Fed cuts rates for first time since March 2020, says “risks to employment and inflation goals roughly in balance.”
19 September 2024
The Federal Reserve (Fed) on Wednesday loosened monetary policy by fully 50 basis points (bps) to a 4.75-5% range in one go, marking the start of what many see as a cycle of interest rate cuts designed to support the US economy as inflation settles back down to its 2.0% target.
It is hard not to detect a whiff of unnecessary panic here. US unemployment remains at 4.2%, which is low by the standards of the last three decades. The latest non-farm payrolls report was also fairly robust at 142,000 job additions for the month of August, with average hourly earnings growing at a 3.8% clip year-on-year. Labour participation has been growing too, suggestive of a swelling labour market pulling in new workers. Retail sales have stabilised and confidence, as measured by the Michigan survey, has been on a rising trend since June 2022. All this suggests that the US economy looks set fair for the vaunted soft landing anyway, in turn implying that high interest rates were doing little to slow things down in the first place. Why so? Capital-intensive sectors of the US economy such as heavy industry have faded over time amid offshoring and lower labour intensity. And US stockmarkets are increasingly dominated by highly cash-generative technology businesses for whom high interest rates have been an added bonus rather than a headwind. So US consumers are less exposed to the constricting aspects of higher interest rates than they used to be.
This leads to the slightly unsettling question of what monetary policy is actually for in today's evolved US economy and market ecosystem? For the Fed, the prospect of managing the economy with outdated tools is not something they are willing to contemplate, but should the incoming economic data continue to be benign over the coming weeks, there will surely be a case to answer.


## AIM OF THE EXERCISE
Starting at the top line and ending at the bottom one, repeat the entries exactly and drop every picture.

[Opening TASK INPUTS section]

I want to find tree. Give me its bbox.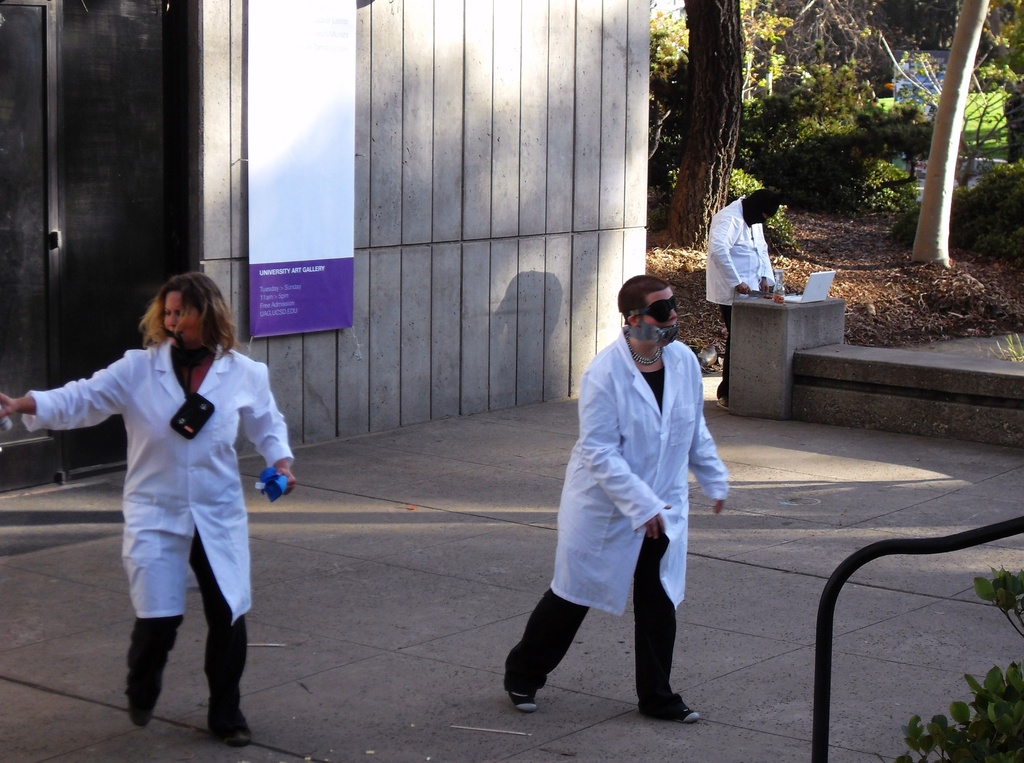
bbox=[909, 0, 1023, 276].
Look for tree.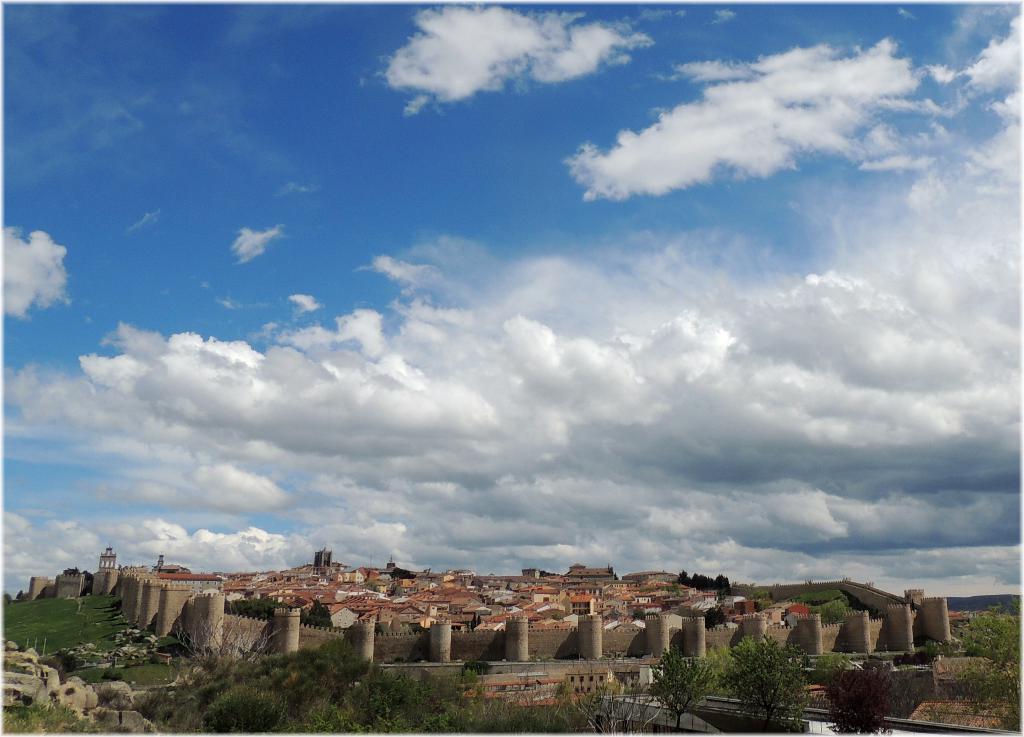
Found: x1=706 y1=604 x2=726 y2=634.
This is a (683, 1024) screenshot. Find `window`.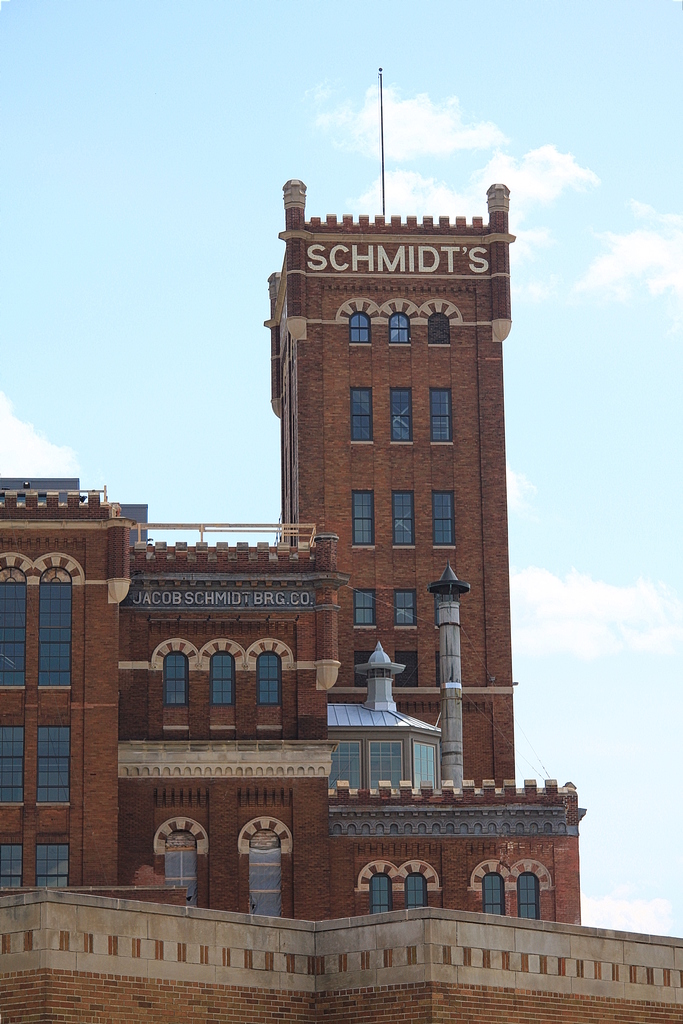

[Closing TASK INPUTS section]

## RESULT FOR THIS TASK
I want to find tree. Give me its bbox.
bbox=[909, 0, 1023, 276].
Look for tree.
Found: x1=706 y1=604 x2=726 y2=634.
This is a (683, 1024) screenshot. Find `window`.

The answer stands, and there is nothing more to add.